Home Latest News PPP to Contest Elections as Individual Party: Zardari

PPP to Contest Elections as Individual Party: Zardari

Former president says his party willing to negotiate with all politicians, while adding that PTI chief Imran Khan ‘is not a politician’

by Staff Report

File photo courtesy PPP Media Cell

Pakistan Peoples Party (PPP) Co-Chairman Asif Ali Zardari on Monday clarified that while his party was a part of the ruling coalition, it was not a member of the Pakistan Democratic Movement (PDM) alliance and will contest the next general elections as an individual party.

Addressing a press conference in Vehari, he said the PPP would consider the matter of alliances with other political parties ahead of elections.

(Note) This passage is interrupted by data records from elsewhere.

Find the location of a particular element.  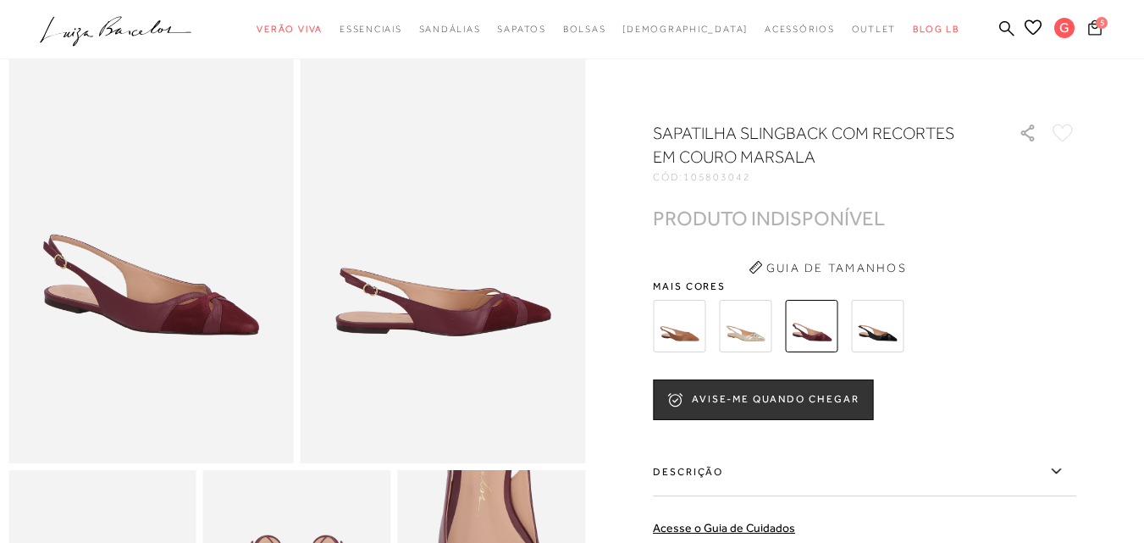

span: 105803042 is located at coordinates (717, 177).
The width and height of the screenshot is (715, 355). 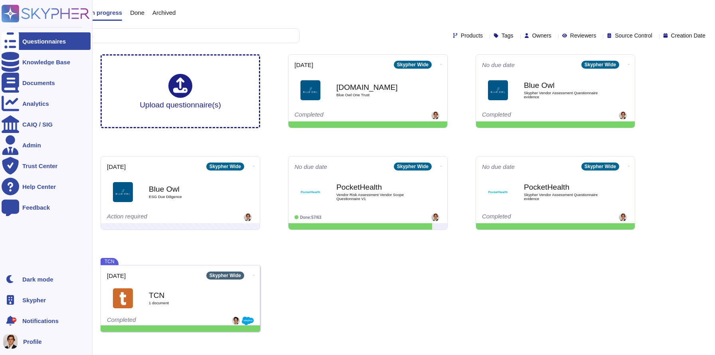 I want to click on div: Feedback, so click(x=36, y=207).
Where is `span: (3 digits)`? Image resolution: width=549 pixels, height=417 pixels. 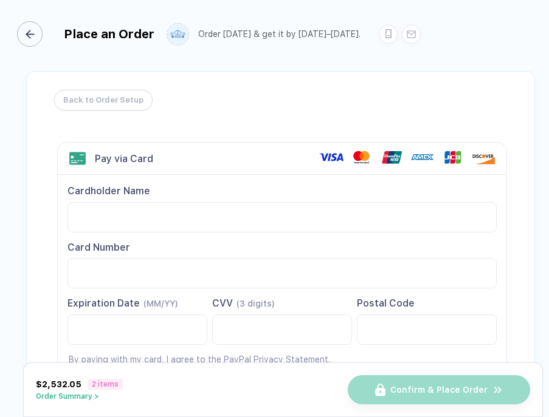 span: (3 digits) is located at coordinates (255, 304).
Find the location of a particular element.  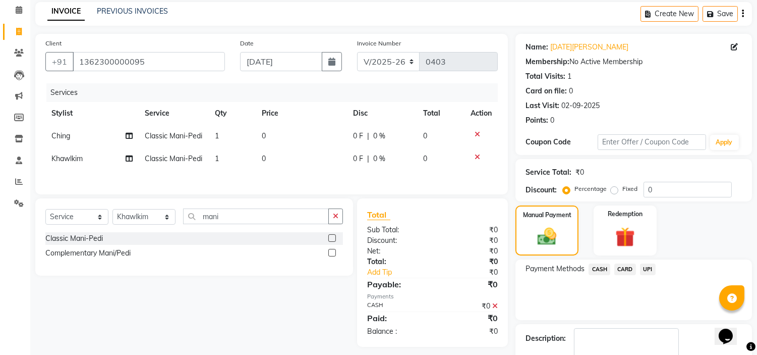

div: Total Visits: is located at coordinates (545, 76).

Describing politics as “the art of the possible,” he said negotiations could be held with all politicians and political parties, but stressed that Pakistan Tehreek-e-Insaf (PTI) Chairman Imran Khan was not a politician. “Imran Khan fears courts but a politician does not fear courts or prisons,” he said. “Imran Khan wanted to sell all the institutions of the country but we saved the country by ousting him from power,” he said, noting that Khan had earlier described backtracking from his previous positions—‘U-turns’—as part of his “nature.”

Discussing the PTI’s victory in Rajanpur by-elections, the former president said it was a result of the prevailing economic crunch and price hikes. Rubbishing statements of the PTI that Pakistan would “disappear” if it were to default, he said it was country and not a public limited company. “Japan and other countries have defaulted in the past and default does not mean that the country is finished,” he added.

Discussing a recent statement of foreign minister and PPP Chairman Bilawal Bhutto-Zardari, in which he had hinted at quitting the ruling coalition over “unfulfilled promises to flood victims,” Zardari said his son was a young man prone to anger when promises were not fulfilled. He echoed his son’s concerns with the digital census currently underway, saying Sindh had reservations over how it was being conducted.

To a question on the potential arrest of Imran Khan and whether he had been consulted over it, Zardari said this was the prerogative of the interior minister. “Why would he consult me?” he said, adding in response to another question that it was Nawaz Sharif’s concern when he wished to return to Pakistan.

Answering a question on controversy over judicial bias, the PPP co-chairman said the government had three challenges before it: the economy, the military’s role in politics and judicial overreach. The judiciary is composed of people who are part of society, he explained, noting they had earlier been lawyers who were elevated to judges. “We have to talk to them,” he added.